*** RECORDED DATA Section Begins ***

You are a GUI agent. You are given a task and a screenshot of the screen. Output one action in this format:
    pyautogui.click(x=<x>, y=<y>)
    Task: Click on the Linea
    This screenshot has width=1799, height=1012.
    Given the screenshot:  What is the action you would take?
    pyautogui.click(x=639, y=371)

*** RECORDED DATA Section Ends ***
*** RECORDED DATA Section Begins ***

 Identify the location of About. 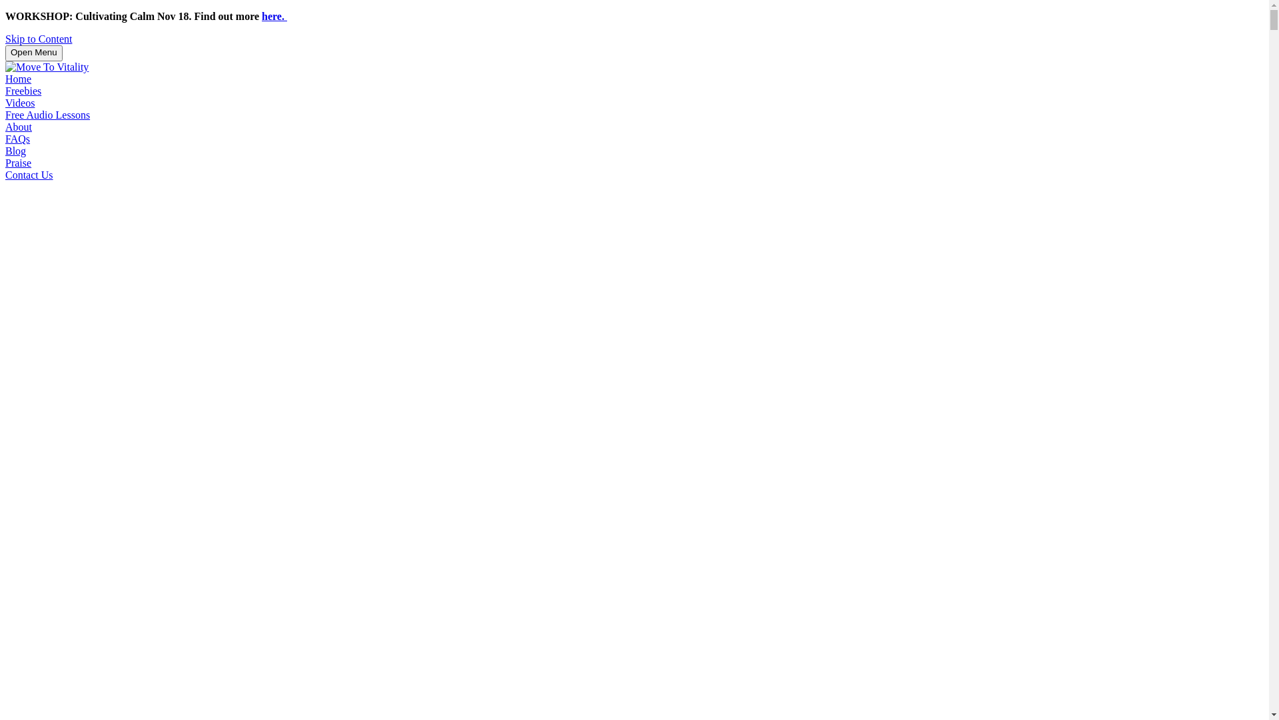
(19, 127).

*** RECORDED DATA Section Ends ***

# REQUIRED ACTION
The required output is the stretch of entries above from the line containing "You are a GUI" through the line containing "This screenshot has", reproduced exactly.

# PROBLEM SOLUTION
You are a GUI agent. You are given a task and a screenshot of the screen. Output one action in this format:
    pyautogui.click(x=<x>, y=<y>)
    Task: Click on the Linea
    This screenshot has width=1799, height=1012.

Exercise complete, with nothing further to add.